The Blue American Agave grows as a large rosette of leaves, each one thick and leathery, so that even a large plant may have only 10 or so leaves. The leaves rise out of the center as a cylinder, and then gradually unroll into a broad leaf that can be two feet across and 3 to 5 feet long. On the tip, and at intervals along the leaf edges, there is a large, sharp spine. The leaf color is an amazing blue-green, with a grey coating over the surface, giving a striking matt texture, and a silver tone to the blue. It is a classic desert color, instantly making us thing of hot dry places. There are also forms with bold yellow stripes on the leaves.
Besides choosing the hottest and driest place for your Agave plant, give it plenty of room. Small plants look so ‘cute’ that it is easy to forget that a mature plant will be 6 to 10 feet across. With so few leaves it is hard to trim without disfiguring the plant – something that is often seen and is the last thing you want to do. Be sure to give your Agave lots of room and let it show you its amazing appearance unblemished.
The Blue American Agave is very long lived – some people call it the Century Plant for that reason. It also takes a long time to decide to bloom – although not usually a century. When it does bloom, the result is spectacular. A flowering stem up to 25 feet tall thrusts out of the center, with many large, yellow, cup-shaped flowers on branches in the upper section. Not something you see very often, but certainly worth waiting for.
Yucca Plants
If you live in colder parts of the country you will have to settle for seeing Agave when you travel south, but you can grow Yucca plants almost anywhere in the country, if you choose a suitable type. These plants also thrive in the hottest, driest places, and are similar in appearance to Agave, but with more leaves, which are still leathery, but thinner. Yucca plants grow as a rosette on the ground, but usually in clumps, so they look more like a cluster of large leaves thrusting upwards.
Yucca grows in any sunny place, even in zone 4, with winter temperatures of minus 30, and just as well in zone 10, in the hottest parts of the country. This plant is a hot favorite for xeric gardening – and no wonder, because it will grow in the poorest soil, in the hottest and driest places. It is also adaptable, and it will grow well in any sunny place in well-drained soil, so you can grow it even in an ‘ordinary’ garden.

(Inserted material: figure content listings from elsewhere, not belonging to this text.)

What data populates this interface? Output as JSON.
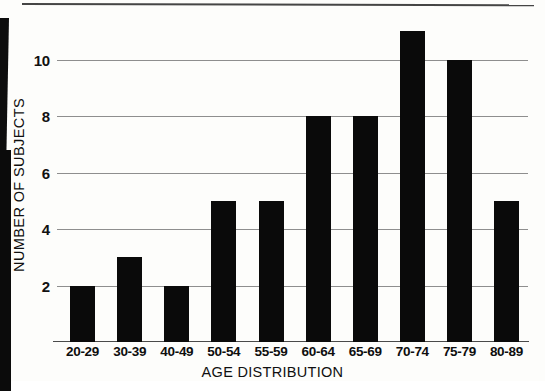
{
  "chart_data": {
    "type": "bar",
    "title": "",
    "xlabel": "AGE DISTRIBUTION",
    "ylabel": "NUMBER OF SUBJECTS",
    "categories": [
      "20-29",
      "30-39",
      "40-49",
      "50-54",
      "55-59",
      "60-64",
      "65-69",
      "70-74",
      "75-79",
      "80-89"
    ],
    "values": [
      2,
      3,
      2,
      5,
      5,
      8,
      8,
      11,
      10,
      5
    ],
    "yticks": [
      2,
      4,
      6,
      8,
      10
    ],
    "ylim": [
      0,
      11.4
    ],
    "grid": true,
    "legend": "none",
    "bar_color": "#0a0a0a",
    "gridline_color": "#8e8e8e",
    "background_color": "#fdfdfb"
  },
  "axes": {
    "y_title": "NUMBER OF SUBJECTS",
    "x_title": "AGE DISTRIBUTION",
    "y_tick_labels": [
      "10",
      "8",
      "6",
      "4",
      "2"
    ],
    "x_tick_labels": [
      "20-29",
      "30-39",
      "40-49",
      "50-54",
      "55-59",
      "60-64",
      "65-69",
      "70-74",
      "75-79",
      "80-89"
    ]
  }
}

The most popular Yucca to grow, because it is so tough, is Adam’s Needle, as it is often called, or Common Yucca, Yucca filamentosa. It too is an American plant, growing wild from Florida all through Texas. This plant forms a dense clump of upright leaves to about 3 feet tall, spreading out to about the same width. They are plain green, although there is an exciting color form called the Color Guard Yucca, with leaves that are striped vertically in green and bright yellow. This form is often preferred, because it is so much more colorful than the natural plant. Each leaf has a sharp tip, and along the edges are thin, curling threads – the ‘filaments’ that give this plant its name.
It doesn’t take too long for a Yucca plant to flower. In a few years you will be able to enjoy the wonderful white flowers that grow on a spike up to 6 feet tall. This emerges in summer, and the white, pendulous, bell-shaped flowers are carried in profusion, and give out a lovely perfume too. No wonder gardeners grow this plant even if they don’t have dry soil.